It is well-known that every closed surface in $\mathbb R^3$ having constant Gauss curvature is a round sphere. Inspired by this question, I'd like to ask whether a similar rigidity holds for centro-affine curvature.
More precisely, let $M\subset\mathbb R^3$ be a smooth closed convex surface (i.e., the boundary of a convex body) enclosing the origin. Its centro-affine curvature at a point $p\in M$ can be defined as $$ K(p)\cdot\langle p,\nu(p)\rangle^{-4} $$ where $K(p)$ is the Gauss curvature and $\nu(p)$ is the outer normal vector at $p$. (More generally, for a hypersurface in $\mathbb R^n$ it is $K(p)\cdot\langle p,\nu(p)\rangle^{-(n+1)}$.)
The nice thing about centro-affine curvature is that it is invariant under volume-preserving linear transformations. In particular, it is constant if $M$ is an ellipsoid centered at the origin (because such ellipsoids are equivalent to spheres). Is the converse true? In other words, is it true that every closed convex surface with constant centro-affine curvature is an ellipsoid?

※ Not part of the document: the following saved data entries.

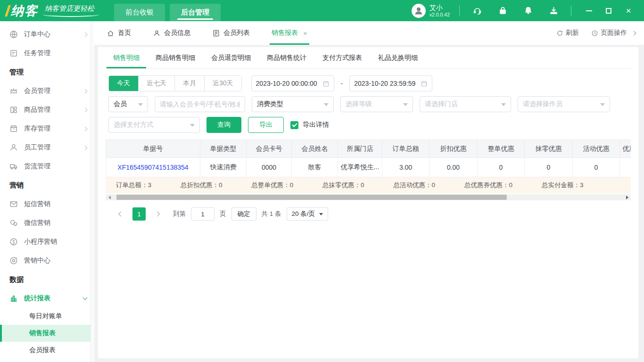 This screenshot has width=644, height=362. What do you see at coordinates (203, 214) in the screenshot?
I see `goto-page-input` at bounding box center [203, 214].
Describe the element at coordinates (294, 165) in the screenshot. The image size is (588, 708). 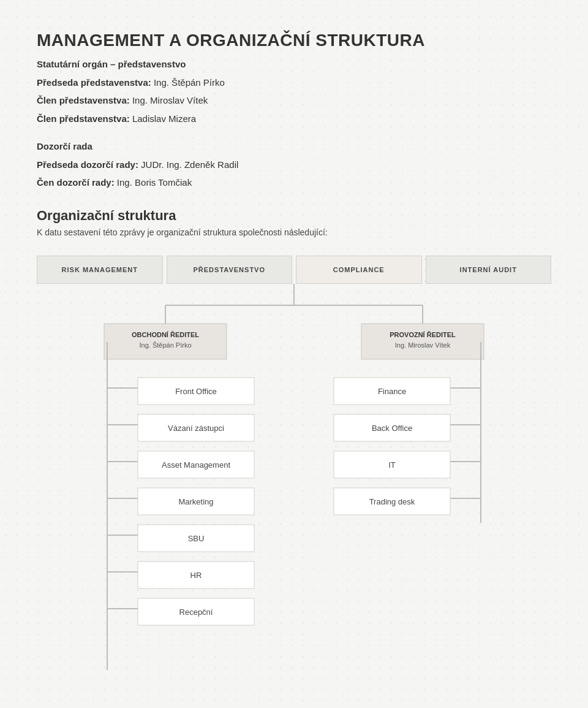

Remark. For curves in $\mathbb R^2$, the condition that the centro-affine curvature is constant boils down to a second-order ODE whose solutions are ellipses and only ellipses. In $\mathbb R^3$, it is a PDE that seems to have many more solutions locally (just like in the case of constant Gauss curvature). So, if there is rigidity, it should be global only.
[EDIT] Another possible definition of centro-affine curvature is what the Legendre transform (the natural bijection between a convex body and its polar) does to the volume locally. I'm adding 'convexity' tag because some extremal properties of ellipsoids might be relevant here.